“Spot it in Seconds” is more than an academic project; it’s a creative solution born from the everyday frustration of misplaced items. Yaoxinyu Guo, guided by Syracuse University Newhouse School’s Professor Mel White, developed an advertising campaign that earned a New Talent Gold Award. The series skillfully leverages Tile trackers to turn the often frantic quest for misplaced items into an immersive visual adventure. Inspired by a nature photo of zebras standing out amidst a throng of wildebeests, Guo employs the same bold contrasts in her ads. This creative approach underscores the simplicity with which a Tile can pinpoint possessions in common scenarios, such as finding your keys or retrieving lost luggage in the bustling atmosphere of an airport.
By: Yaoxinyu Guo
This happens to all people: a specific item, normally a small one, that you must take with you suddenly goes missing right before the time you should leave. The clock was ticking, and you crazily searched every corner of the room. If you were lucky enough, you would find the item before it is too late to leave the house, but if you were not, you would find the item and be on time. In situations like this, you desperately wished that the item you were looking for could either make a beep beep sound, glow, or become gigantic, just do something that could make it stand out from the pile. Someone heard this wish, so the Tile trackers came out.
Every product was born for a reason. If the goal is to persuade people to take a product home, it’s important to catch this reason. The problem is that the reason why a product was born always seems so obvious and ordinary, not something exciting, so it gets ruled out and tossed away immediately during the brainstorming sessions for a campaign. But obviousness and ordinariness do not necessarily lead to a boring campaign, and they can be made to blossom. The simple reason why the Tile trackers came out – to help people locate their items in seconds – is what leads to my campaign “Spot it in Seconds.”
Tile trackers are the magic; they make the item stand out from the crowds. I closed my eyes to imagine how to show this magical moment in a visually appealing way. I thought of those magnificent scenes I had seen in many nature documentaries: thousands of wildebeests were crossing the river. However, I could quickly tell several zebras were in this cloud of dark gray because their stripes made them stand out. Right, this was what I was looking for. In each of the final ads, you will find two different animals: one animal is greater in number but significantly smaller in size/shorter in height/dimmer in color, which makes the other animal, who is the one and only on the page, stand out significantly. Simple but magical.
Recently graduated from Syracuse University’s S.I. Newhouse School of Public Communications, Yaoxinyu “Lexi” Guo is an art director from Kunming, a small but fabulous city in China. Yaoxinyu actively explores design in many fields. Before becoming an art director, she was a data analyst who tried her best to create visually appealing infographics for analysis results. She might become a product designer in the future because she enjoys coming up with designs that can solve everyday problems, and she is passionate about making sketches on paper into real things.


What the task asks – One line in the listing below contains "pyautogui.click(x=<x>, y=<y>)". Repeat that line and each line after it exactly, ending with the last one.

Supplied material –
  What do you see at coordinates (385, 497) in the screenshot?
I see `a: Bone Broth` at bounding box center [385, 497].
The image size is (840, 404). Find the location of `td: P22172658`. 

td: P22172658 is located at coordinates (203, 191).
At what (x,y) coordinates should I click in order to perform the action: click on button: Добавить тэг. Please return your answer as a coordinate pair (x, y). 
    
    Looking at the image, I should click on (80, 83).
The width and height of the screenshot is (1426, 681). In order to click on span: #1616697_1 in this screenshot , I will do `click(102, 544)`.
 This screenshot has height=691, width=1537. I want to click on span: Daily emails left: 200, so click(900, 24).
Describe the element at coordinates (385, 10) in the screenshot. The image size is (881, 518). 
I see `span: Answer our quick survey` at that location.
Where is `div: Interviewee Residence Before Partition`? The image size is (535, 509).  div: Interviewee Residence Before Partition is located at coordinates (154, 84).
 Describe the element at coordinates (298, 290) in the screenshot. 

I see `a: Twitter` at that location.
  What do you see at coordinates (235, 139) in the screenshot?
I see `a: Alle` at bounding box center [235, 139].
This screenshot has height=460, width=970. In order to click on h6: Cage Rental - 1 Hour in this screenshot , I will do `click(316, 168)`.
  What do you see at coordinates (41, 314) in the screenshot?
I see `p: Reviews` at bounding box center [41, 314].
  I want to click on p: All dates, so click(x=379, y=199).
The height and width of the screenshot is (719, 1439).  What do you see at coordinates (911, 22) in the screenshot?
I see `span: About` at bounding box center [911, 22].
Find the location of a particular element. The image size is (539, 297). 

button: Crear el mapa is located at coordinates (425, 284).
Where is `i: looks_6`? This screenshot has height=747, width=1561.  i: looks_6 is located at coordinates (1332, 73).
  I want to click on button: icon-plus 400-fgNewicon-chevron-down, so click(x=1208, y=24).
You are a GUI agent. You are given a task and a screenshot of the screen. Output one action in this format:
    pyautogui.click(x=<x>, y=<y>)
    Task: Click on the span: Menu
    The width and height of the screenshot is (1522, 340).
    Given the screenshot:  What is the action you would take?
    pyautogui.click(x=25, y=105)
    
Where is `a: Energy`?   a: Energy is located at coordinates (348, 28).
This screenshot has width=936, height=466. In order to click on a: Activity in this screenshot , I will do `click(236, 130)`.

Solution to the problem –
    pyautogui.click(x=<x>, y=<y>)
    Task: Click on the span: Menu
    The width and height of the screenshot is (1522, 340).
    Given the screenshot:  What is the action you would take?
    pyautogui.click(x=25, y=105)
    
Where is `a: Energy`?   a: Energy is located at coordinates (348, 28).
This screenshot has width=936, height=466. In order to click on a: Activity in this screenshot , I will do `click(236, 130)`.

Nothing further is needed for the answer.